Museum celebrates all things nonsensical
FROM a transparent suitcase for nudists to automatic nose pickers — Austria’s museum of nonsense and its vast collection of silly yet brilliant inventions are proof that bad ideas, if carried out well, can turn into genius creations.
The so-called Nonseum, which claims to be the only one of its kind in the world, has a cult following.
Every year, thousands of people flock to the small village of Herrnbaumgarten, tucked away in the northern wine region close to the Czech border, to find comic relief at the Nonseum.
“We get groups from far-flung places like China and South Korea, and although I sometimes worry that the puns won’t necessarily translate into another language, they do laugh, so clearly there’s something universal about what we show,” said Susanne Machac, one of the museum’s co-managers.
Her brother-in-law, sculptor Fritz Gall, co-founded the Nonseum in 1994 with four other local artists. They got the idea after organizing the country’s first fair of failed inventions in 1984, which was an unexpected success.
Sleepy Herrnbaumgarten, usually home to about 970 people, was suddenly overrun by 5,000 visitors from across Austria and beyond, who had all come to chuckle at the unsuccessful gimmicks.
Gall and his friends realized they had uncovered a market niche — coming up with pointless inventions.
Today, the museum has hundreds of pieces.
They include a soup plate with a plug, which allows you to drain the food when you’ve had enough, and “the world’s one and only collection of famous button holes.”
“This is the third button hole from the top of Napoleon’s military vest,” said Machac with a serious face, pointing to a little square box with a transparent lid.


WHAT IS REQUIRED =
Every line that contains "like" must be located and copied from the data.

INFORMATION GIVEN =
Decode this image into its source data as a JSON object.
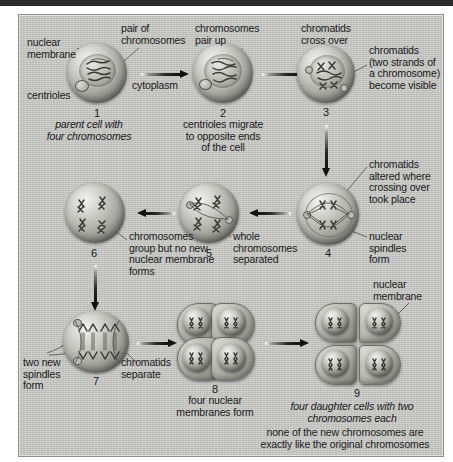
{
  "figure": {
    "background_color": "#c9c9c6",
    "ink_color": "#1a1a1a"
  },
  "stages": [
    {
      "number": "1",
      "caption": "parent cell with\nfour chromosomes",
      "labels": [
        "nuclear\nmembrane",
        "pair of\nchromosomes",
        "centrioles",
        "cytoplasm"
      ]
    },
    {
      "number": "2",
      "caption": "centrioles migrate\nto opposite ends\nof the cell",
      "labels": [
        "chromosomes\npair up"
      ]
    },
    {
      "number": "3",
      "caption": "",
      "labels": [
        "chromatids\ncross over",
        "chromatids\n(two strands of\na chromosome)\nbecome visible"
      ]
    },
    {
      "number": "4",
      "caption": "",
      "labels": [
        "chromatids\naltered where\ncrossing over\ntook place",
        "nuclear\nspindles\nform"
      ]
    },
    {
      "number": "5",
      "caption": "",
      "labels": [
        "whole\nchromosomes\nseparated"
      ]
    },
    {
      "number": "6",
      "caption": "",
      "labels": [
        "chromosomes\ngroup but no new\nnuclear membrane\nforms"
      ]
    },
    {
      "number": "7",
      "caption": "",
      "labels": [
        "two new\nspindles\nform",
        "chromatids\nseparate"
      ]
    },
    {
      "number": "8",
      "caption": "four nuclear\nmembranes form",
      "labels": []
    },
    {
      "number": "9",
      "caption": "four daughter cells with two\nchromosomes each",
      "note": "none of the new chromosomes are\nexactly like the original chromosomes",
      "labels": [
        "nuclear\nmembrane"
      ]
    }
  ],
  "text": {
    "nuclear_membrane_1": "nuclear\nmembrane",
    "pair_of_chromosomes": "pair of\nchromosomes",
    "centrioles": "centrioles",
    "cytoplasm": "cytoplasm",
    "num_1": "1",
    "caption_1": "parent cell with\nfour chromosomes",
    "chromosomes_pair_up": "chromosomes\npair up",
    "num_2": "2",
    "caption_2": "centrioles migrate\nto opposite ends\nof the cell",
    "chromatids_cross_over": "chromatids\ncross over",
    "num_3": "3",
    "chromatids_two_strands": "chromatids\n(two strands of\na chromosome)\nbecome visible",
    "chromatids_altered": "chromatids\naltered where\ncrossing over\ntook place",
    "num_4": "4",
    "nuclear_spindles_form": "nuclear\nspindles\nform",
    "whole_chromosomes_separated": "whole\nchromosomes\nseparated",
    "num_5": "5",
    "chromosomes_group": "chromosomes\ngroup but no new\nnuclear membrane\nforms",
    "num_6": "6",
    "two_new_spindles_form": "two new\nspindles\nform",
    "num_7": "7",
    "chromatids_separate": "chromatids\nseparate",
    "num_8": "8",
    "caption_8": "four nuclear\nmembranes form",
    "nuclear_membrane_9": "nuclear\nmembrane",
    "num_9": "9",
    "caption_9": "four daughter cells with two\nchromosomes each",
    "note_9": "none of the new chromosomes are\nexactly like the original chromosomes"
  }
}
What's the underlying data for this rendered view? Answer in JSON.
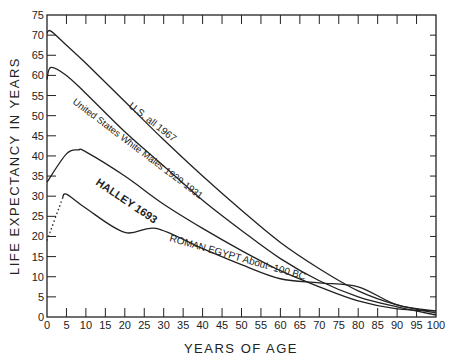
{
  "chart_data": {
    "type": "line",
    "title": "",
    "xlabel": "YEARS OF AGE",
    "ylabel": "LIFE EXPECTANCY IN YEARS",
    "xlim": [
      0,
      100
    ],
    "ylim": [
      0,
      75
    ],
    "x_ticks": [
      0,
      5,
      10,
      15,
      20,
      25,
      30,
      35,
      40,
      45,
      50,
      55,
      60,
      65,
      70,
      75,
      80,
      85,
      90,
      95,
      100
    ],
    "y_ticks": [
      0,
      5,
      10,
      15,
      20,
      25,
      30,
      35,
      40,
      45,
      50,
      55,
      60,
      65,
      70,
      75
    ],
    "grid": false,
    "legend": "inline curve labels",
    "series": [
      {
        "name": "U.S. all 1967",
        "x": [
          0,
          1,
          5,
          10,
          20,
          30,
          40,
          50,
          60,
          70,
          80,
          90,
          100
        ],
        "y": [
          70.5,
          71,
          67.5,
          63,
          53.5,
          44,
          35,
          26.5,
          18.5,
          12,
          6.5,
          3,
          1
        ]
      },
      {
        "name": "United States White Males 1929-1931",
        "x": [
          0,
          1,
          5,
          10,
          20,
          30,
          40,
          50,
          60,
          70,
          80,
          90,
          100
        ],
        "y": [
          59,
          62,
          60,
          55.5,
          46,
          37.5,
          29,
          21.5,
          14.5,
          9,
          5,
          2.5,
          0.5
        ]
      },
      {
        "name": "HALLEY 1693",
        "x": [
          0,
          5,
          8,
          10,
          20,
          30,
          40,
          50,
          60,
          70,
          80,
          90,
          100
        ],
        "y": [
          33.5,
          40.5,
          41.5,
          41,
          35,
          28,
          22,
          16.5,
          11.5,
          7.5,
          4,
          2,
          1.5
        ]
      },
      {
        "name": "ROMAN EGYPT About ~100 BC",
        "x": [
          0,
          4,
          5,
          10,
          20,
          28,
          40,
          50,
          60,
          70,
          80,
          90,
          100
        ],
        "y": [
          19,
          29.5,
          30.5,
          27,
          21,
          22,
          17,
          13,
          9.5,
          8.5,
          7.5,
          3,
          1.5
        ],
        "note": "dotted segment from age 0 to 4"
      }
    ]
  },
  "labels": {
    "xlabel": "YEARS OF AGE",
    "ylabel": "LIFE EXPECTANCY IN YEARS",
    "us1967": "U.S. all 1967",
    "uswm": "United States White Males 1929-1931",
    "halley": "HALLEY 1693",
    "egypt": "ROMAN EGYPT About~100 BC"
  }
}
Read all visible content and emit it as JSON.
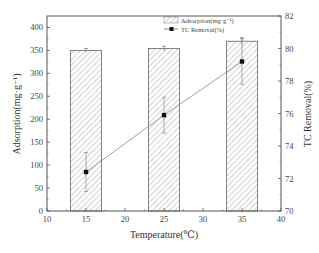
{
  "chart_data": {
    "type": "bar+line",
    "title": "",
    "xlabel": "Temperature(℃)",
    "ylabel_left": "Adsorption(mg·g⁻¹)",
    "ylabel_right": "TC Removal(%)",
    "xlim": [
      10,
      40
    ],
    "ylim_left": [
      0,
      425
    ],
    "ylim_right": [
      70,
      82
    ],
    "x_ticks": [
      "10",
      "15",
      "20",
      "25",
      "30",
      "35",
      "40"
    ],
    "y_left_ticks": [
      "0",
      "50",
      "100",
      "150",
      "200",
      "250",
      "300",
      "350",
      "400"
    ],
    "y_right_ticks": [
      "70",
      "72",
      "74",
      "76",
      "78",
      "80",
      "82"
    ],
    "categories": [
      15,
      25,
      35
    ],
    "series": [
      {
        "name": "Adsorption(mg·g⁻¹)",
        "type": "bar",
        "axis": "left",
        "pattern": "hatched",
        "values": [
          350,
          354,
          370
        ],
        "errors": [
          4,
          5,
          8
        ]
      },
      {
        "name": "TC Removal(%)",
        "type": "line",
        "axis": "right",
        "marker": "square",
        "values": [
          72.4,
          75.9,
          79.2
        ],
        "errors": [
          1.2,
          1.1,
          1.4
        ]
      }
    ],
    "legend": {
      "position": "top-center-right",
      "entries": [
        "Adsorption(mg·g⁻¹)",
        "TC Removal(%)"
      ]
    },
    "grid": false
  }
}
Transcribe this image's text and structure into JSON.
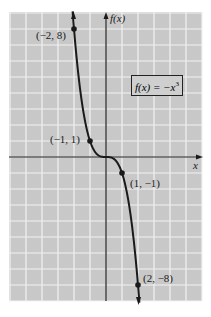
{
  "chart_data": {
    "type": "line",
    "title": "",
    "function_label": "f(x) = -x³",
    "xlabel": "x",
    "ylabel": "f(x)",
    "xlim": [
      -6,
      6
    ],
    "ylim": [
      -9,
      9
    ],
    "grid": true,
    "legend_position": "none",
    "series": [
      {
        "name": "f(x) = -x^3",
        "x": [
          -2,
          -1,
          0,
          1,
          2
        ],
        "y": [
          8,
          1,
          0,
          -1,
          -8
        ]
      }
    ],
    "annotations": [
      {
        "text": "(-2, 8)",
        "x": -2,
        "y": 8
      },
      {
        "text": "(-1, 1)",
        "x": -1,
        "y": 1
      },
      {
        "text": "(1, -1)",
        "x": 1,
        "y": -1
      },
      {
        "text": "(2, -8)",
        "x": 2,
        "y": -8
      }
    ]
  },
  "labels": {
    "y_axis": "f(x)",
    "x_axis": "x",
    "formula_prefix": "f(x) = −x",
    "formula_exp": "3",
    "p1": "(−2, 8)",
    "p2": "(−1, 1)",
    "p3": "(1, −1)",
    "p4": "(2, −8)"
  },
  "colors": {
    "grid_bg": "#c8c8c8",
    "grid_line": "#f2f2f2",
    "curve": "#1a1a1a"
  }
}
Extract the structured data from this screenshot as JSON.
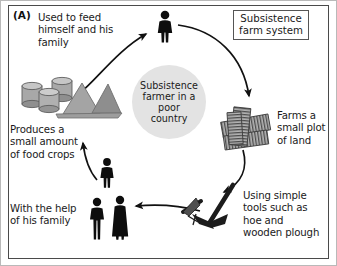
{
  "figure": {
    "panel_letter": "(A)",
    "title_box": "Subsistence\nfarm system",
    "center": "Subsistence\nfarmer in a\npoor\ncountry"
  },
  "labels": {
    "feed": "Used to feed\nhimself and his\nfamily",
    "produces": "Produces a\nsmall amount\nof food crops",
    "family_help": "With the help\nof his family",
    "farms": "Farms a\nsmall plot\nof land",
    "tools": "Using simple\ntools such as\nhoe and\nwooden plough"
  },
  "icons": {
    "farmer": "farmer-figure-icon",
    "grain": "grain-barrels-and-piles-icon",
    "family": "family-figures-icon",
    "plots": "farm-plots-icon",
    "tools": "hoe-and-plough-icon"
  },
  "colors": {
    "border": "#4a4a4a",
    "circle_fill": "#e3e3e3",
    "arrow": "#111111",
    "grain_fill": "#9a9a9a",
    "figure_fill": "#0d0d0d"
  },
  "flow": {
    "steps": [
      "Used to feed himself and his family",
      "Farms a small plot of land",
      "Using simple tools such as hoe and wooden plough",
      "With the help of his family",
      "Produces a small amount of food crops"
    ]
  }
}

ANSWER SPACE =
      "note": "none of the new chromosomes are\nexactly like the original chromosomes",
    "note_9": "none of the new chromosomes are\nexactly like the original chromosomes"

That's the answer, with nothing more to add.